E-Math resource library
Practice strategyStudents8 min read

Published 14 Jun 2026

Why More E-Math Practice Does Not Always Improve Your Score

For O-Level E-Math students doing TYS without seeing improvement, this guide explains why more questions may not fix repeated gaps.

Main idea

More practice helps only when the practice matches the problem. If every paper produces the same mistakes, the student needs diagnosis and repair before doing another full set.

Key takeaways

  • More questions are not automatically better practice.
  • TYS is most useful when each wrong answer changes tomorrow's revision task.
  • Repeated mistakes should be sorted into careless slips, method gaps, and foundation gaps.

Why effort can feel wasted

It is frustrating to do many E-Math questions and still see the same marks. The problem is usually not effort. The problem is that the effort is being spent too far downstream.

A student may keep doing yearly papers even though the real blocker is algebra manipulation, ratio, graph reading, or angle properties. The paper shows the symptom, but it does not automatically repair the cause.

Practice has different jobs

Topical practice builds a specific skill. Yearly TYS tests exam readiness. Mixed practice trains method selection. Timed practice trains stamina and pacing. Repair drills rebuild older skills that keep breaking.

If you choose the wrong type of practice, the session can feel productive without changing the result.

  • Use repair drills when an older prerequisite is weak.
  • Use topical practice when one chapter is unstable.
  • Use mixed practice when you know topics but choose methods slowly.
  • Use yearly papers when timing and exam switching are the main issue.

Turn every wrong answer into a decision

After marking, do not only count wrong questions. Ask what each wrong answer means. Was it a careless slip, a method choice problem, or a foundation gap? Each category points to a different next action.

Mentora is built around that decision loop. The point is not to do less work. The point is to make each question tell you what the next useful practice should be.

A better weekly rhythm

Instead of doing one full paper after another, use a weekly rhythm: one mixed check, two or three targeted repair sessions, one short timed set, and one review of repeated errors.

If a mistake appears three times in different forms, it deserves its own repair block. Do not wait for another paper to confirm what you already know.

FAQ

Why am I not improving even after doing TYS?

TYS may be showing you the same gaps repeatedly without repairing them. Use the mistakes to decide whether you need foundation repair, topical practice, method-selection practice, or timed work.

Should I stop doing yearly papers?

No, but do not rely on yearly papers alone. Use them to diagnose exam readiness, then repair the specific weak skills they reveal.

Related E-Math guides

Keep going with the next guide that matches the mistake pattern or revision decision you are working on.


● **Problem requirements**: Every record needs to be repeated exactly; its pictures do not.

====

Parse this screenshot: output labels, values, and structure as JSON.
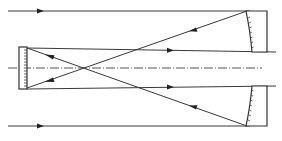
{
  "diagram": {
    "type": "Cassegrain-style reflecting telescope ray diagram",
    "colors": {
      "line": "#3a3a3a",
      "axis": "#555555",
      "background": "#ffffff"
    },
    "elements": {
      "incoming_rays": 2,
      "optical_axis": "dash-dot",
      "primary_mirror": "concave, split into upper and lower halves (right side)",
      "secondary_mirror": "flat, hatched (left side)"
    }
  }
}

====

● **Task answer**:
Parse this screenshot: output labels, values, and structure as JSON.
{
  "diagram": {
    "type": "Cassegrain-style reflecting telescope ray diagram",
    "colors": {
      "line": "#3a3a3a",
      "axis": "#555555",
      "background": "#ffffff"
    },
    "elements": {
      "incoming_rays": 2,
      "optical_axis": "dash-dot",
      "primary_mirror": "concave, split into upper and lower halves (right side)",
      "secondary_mirror": "flat, hatched (left side)"
    }
  }
}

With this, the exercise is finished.